The city’s senior director of operations presented an updated Capital Improvement Plan (CIP) for 2026–2030 to the Committee of the Whole on Sept. 22, reviewing project priorities, funding sources and the schedule for council consideration.
The administration described the CIP as a working planning and management tool that organizes capital needs across six categories (transportation and mobility, utility systems, parks and recreation, city facilities, equipment and technology) and aligns projects with funding sources such as Issue 12 capital funds, utility revenues, grants, TIF proceeds and debt. The presentation included completed projects, projects currently under construction and those proposed for the five‑year window.
For 2026 the presentation showed a multi‑category request totaling roughly $39 million across identified projects. In parks and recreation the presentation emphasized Academy Park, with a $6 million request for 2026 that consolidates several previously separate projects (parking, trailhead, shelter/restroom and play features) into a single project aimed at coordinated design and delivery. The director said Academy Park’s 2026 request reflects both construction and delivery costs and that some previous line‑item underestimates had been reconciled into the larger single‑project cost.
Other CIP highlights included the West Side sewer project (a multi‑discipline investment spanning water, sanitary and storm components), the Big Walnut trail and Link‑to‑Literacy trail projects, and a mix of smaller maintenance and technology investments. The director said $2.1 million in utility‑related capital is included for 2026 against a longer five‑year utility program totaling about $28 million.
Council members asked for clarifications and flagged follow‑up items. Councilmember Schnetzer asked whether Academy Park scope had changed; the director said scope is largely unchanged but delivery and parking design increased costs. Councilmember Dova asked how completed plans such as an aquatics facility master plan should be reflected in the CIP; staff said master‑plan outputs can be added as visionary or assessment‑stage projects and that the administration can insert a visionary project to keep the master‑plan results on the CIP radar. Councilmember McGregor asked about the pool lining life; the director confirmed the existing liner remains serviceable.
The director noted that the Creekside flood mitigation and plaza item is included in the CIP rollup as an actionable project in design but will not be part of the October 2026 budget request; the administration said it will return with a separate funding/bonding request for that scope at a later date.
Timing: the administration proposed first reading of the CIP update on Oct. 6, committee review Oct. 13, second reading and adoption on Oct. 20, and then the capital budget work would continue through the formal budget workshop schedule in late October.
Speakers in this segment included the Senior Director of Operations (presenting) and council members who asked follow‑up questions: Councilmembers Schnetzer, McGregor, Dova, Bowers and others.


Goal of the exercise. Go through the listing and copy each line that has the string "Image" in it.

Supplied information.
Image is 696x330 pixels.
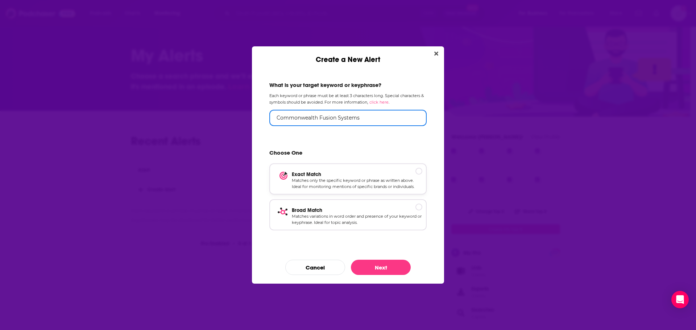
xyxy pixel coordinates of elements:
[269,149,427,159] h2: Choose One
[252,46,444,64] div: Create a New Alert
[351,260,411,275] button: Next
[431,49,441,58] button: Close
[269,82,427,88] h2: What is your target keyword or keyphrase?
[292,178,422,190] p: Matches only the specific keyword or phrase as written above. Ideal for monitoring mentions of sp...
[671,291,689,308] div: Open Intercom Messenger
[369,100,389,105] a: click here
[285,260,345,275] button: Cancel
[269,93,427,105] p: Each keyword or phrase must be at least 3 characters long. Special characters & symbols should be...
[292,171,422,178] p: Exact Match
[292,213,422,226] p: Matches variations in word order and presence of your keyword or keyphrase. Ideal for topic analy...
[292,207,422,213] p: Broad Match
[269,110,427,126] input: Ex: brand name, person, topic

==

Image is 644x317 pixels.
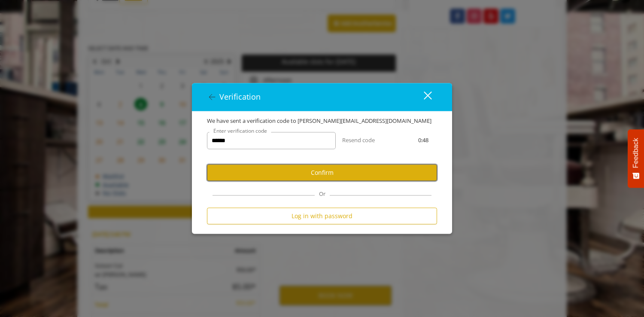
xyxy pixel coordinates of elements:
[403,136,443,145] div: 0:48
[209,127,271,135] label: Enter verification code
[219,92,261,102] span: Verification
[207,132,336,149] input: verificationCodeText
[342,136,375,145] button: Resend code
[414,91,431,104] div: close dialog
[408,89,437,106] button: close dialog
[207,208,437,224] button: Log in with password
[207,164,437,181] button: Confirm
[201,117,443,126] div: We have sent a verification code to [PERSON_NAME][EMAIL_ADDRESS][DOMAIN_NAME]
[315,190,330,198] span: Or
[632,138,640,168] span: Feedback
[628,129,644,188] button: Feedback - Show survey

...

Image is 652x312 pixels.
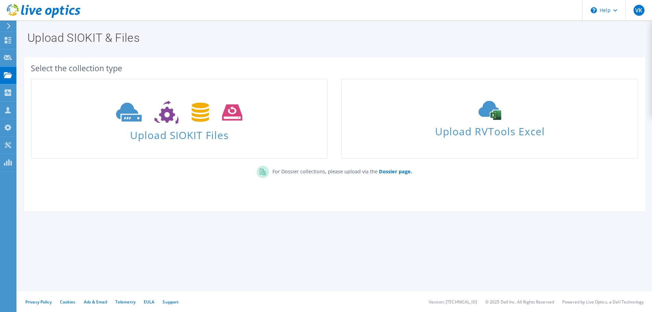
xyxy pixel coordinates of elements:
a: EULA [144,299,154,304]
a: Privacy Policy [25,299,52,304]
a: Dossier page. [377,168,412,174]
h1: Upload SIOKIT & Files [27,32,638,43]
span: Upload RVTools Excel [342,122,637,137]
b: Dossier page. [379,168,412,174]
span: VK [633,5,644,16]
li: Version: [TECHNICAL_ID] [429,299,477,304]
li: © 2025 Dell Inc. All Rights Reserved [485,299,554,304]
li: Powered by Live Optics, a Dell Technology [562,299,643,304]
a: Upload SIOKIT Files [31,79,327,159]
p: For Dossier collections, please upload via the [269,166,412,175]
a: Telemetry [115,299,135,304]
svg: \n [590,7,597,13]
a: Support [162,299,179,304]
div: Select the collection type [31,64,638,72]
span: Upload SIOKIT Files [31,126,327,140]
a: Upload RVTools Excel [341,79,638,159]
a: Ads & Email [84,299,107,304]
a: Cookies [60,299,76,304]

Finished exercise.
Image is 696x330 pixels.
Image is 644x317 pixels.
Image is 652x312 pixels.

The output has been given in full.